Eulogy for Walter Edward Diacono

One of the benefits of a being part of big extended family is that you get different viewpoints on things. A viewpoint from Dad himself: I taped an oral history with him a dozen years ago and my sister and her husband John videoed a history with him a couple of years ago. I’ll touch on a few of those incidents in his history in a sec. A viewpoint from me, his son, who arrived just before what was to be the halfway point of Dad’s life and for the second half of his life I, like many of you, was loved by him and loved him in return. I even got a viewpoint from one of the teenagers in the family who said of Dad’s passing, with unalloyed honesty, “It isn’t, like, tragic. Nannu was old, and that’s what old people do: they die”. (So if there are any old people out there, or anyone thinking of getting old, that’s one to whack on your to-do list). But that’s right, it isn’t tragic: Dad lived a full life and his time had come.

So in this eulogy I’m going to touch briefly what did Dad did while getting around to complete that last un-tickable item on his to-do list and also on how he went about doing it.

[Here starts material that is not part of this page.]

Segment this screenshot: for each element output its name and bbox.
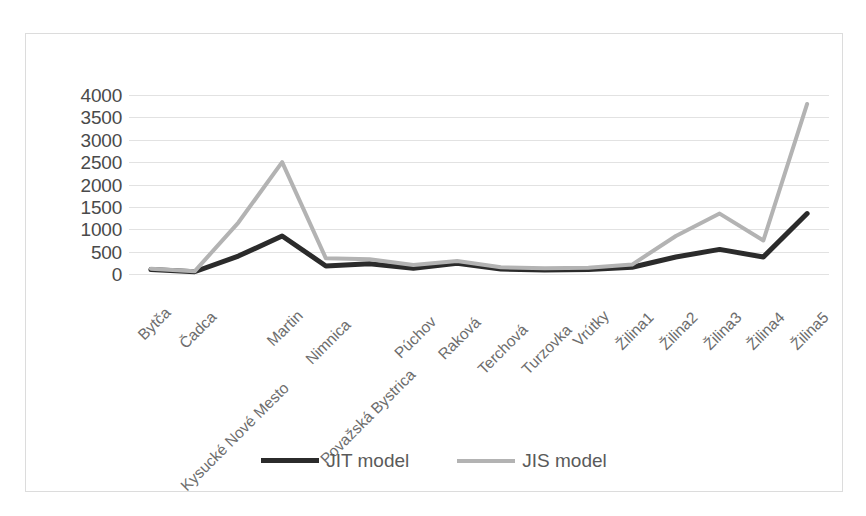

Walter Diacono was born in 1916 in Port Said on the Suez Canal in Egypt. His parents Edward and Ida were from Malta, a small island in the middle of the Mediterranean, then a strategic outpost of the British Empire. After primary school in Port Said, Dad went on to high school in Malta to improve his English. He ended up speaking a pile of languages fluently - French to his parents, Italian to his 6 siblings (Wilfred, Edmund, Vincent, Olga, Iris and Gina), Arabic to the kids in the street in Port Said, Maltese to his schoolmates, and bits of Greek to, well, any Greeks in the vicinity. He even used to help me with my Latin when I was a kid.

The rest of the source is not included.